We also assess management reporting quality and transformation impacts — revealing how governance, systems design, and organisational change programs either strengthen or undermine clinical safety.

Critical Distinctions & Distortion Analysis

The Clinical Integrity Assessment reliably distinguishes:

  1. Normal clinical decision-making

  2. Cognitive anchoring

  3. Strategic framing

  4. Forensic posturing

It identifies both left-shift (minimisation/suppression) and right-shift (escalation/over-diagnosis) distortions — failures often missed by narrower reviews.

When needed, we apply three-dimensional root cause analysis across Systems, Conduct, and Cognitive/Narrative layers, producing independent findings that map directly to appropriate regulatory or governance responses.

What We Deliver

A clear, structured report with:

  • Clinical reality reconstruction

  • Care and integrity assessment

  • Clinical Decision Integrity Index (composite scoring across six domains)

  • Calibrated recommendations spanning clinical education, protocol refinement, governance strengthening, systems redesign (including data/AI architecture), management reporting improvements, and — where required — regulatory referral.

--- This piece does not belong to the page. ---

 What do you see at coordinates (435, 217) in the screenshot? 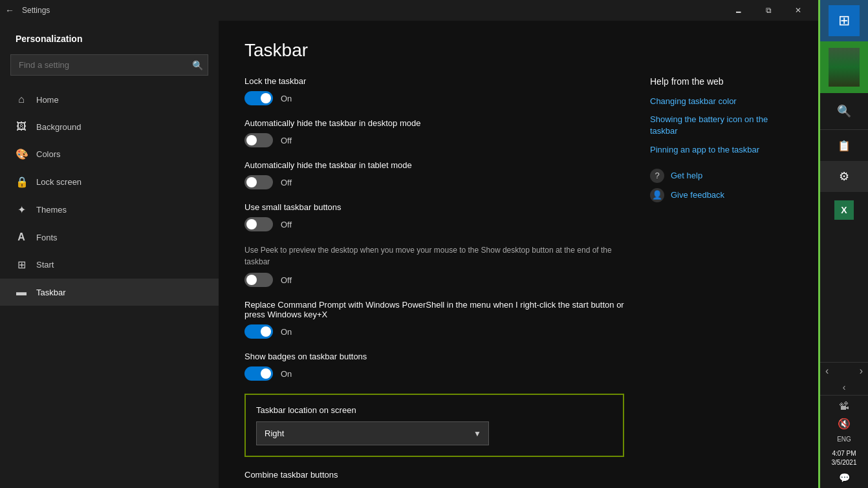
I see `setting-small-buttons: Use small taskbar buttons Off` at bounding box center [435, 217].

Every finding is traceable to specific documents, timestamps, and evidence. The full analytical pathway is transparent and testable.

Who We Work With

Regulators, health complaints bodies, legal teams, clinical governance committees, and boards requiring independent analysis — especially where clinical architecture, governance alignment (NSQHS), systems design, or transformation programs are under scrutiny.

We operate with strict independence: no implementation role, no institutional relationships, and no interest in outcomes beyond accurate, defensible findings.

Ready for Independent Clinical Assurance?

When clinical care, documentation integrity, systems design, or governance effectiveness is in question, you need findings that are forensic, traceable, and actionable across the full spectrum — from individual episodes to underlying architecture and transformation programs.